NIET’s High-quality Mentorship and Support Key to Keeping Teachers in the Classroom

January 8, 1999

NIET’s High-quality Mentorship and Support Key to Keeping Teachers in the Classroom

A high-quality mentor program increases the support and coaching that teachers receive early in their careers, ultimately keeping them in the profession. An opinion piece in The Oklahoman cites NIET's work to build strong mentoring programs and teacher leaders:

“Research over­whelm­ingly sup­ports that sus­tained, high-qual­ity ment­or­ing pos­it­ively impacts reten­tion rates, lead­ing to more exper­i­enced edu­cat­ors in the classroom. Ment­ors are vital in boost­ing the self-effic­acy of novice teach­ers by provid­ing sup­port, guid­ance and mod­el­ing effect­ive prac­tices. Fur­ther­more, this con­tinu­ous sup­port helps begin­ning teach­ers gain expos­ure and prac­tice in essen­tial skills, such as effect­ive classroom man­age­ment strategies and evid­ence-based teach­ing prac­tices, which are crit­ical to stu­dent suc­cess. Accord­ing to the National Insti­tute for Excel­lence in Teach­ing, ment­or­ing also sup­ports the devel­op­ment of reflect­ive prac­tices neces­sary for lifelong pro­fes­sional learn­ing.”

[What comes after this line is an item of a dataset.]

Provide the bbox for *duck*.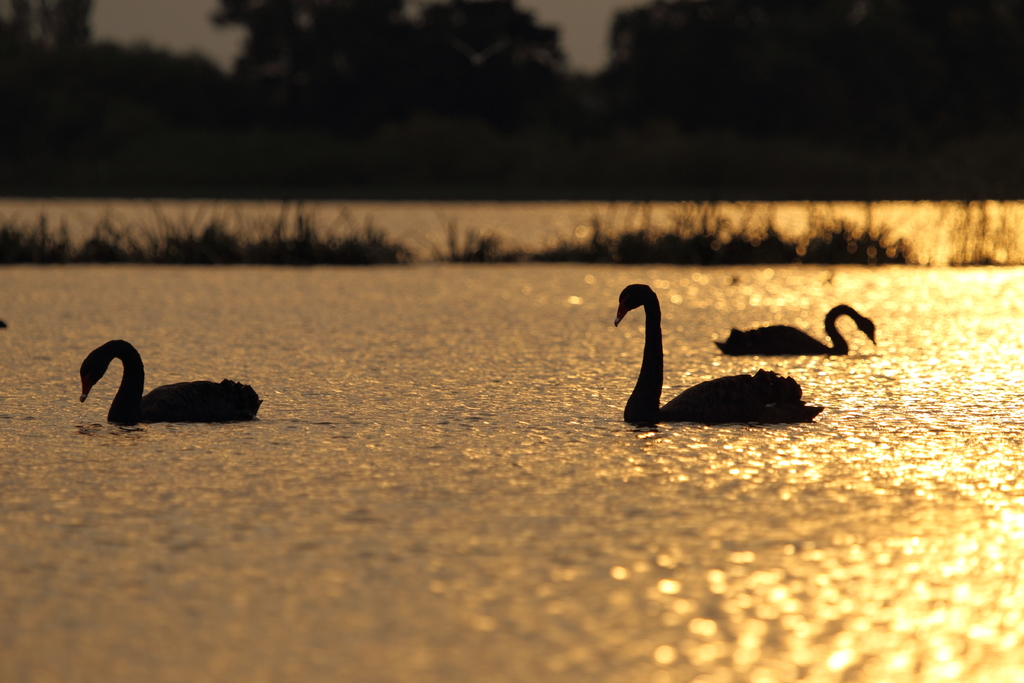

NIET offers three concrete, research-based strategies to improve mentoring for new teachers in our report, Why New Teacher Mentoring Falls Short, and How to Fix It:

1. Focus mentoring on instructional improvement.
2. Support mentors to be more effective by providing training, tools, and protocols for the role.
3. Align the mentoring program with district and school systems and goals.

If you’re a district or school leader looking for how to strengthen support for new teachers through mentors, download this free resource containing reflective questions that can help facilitate discussion.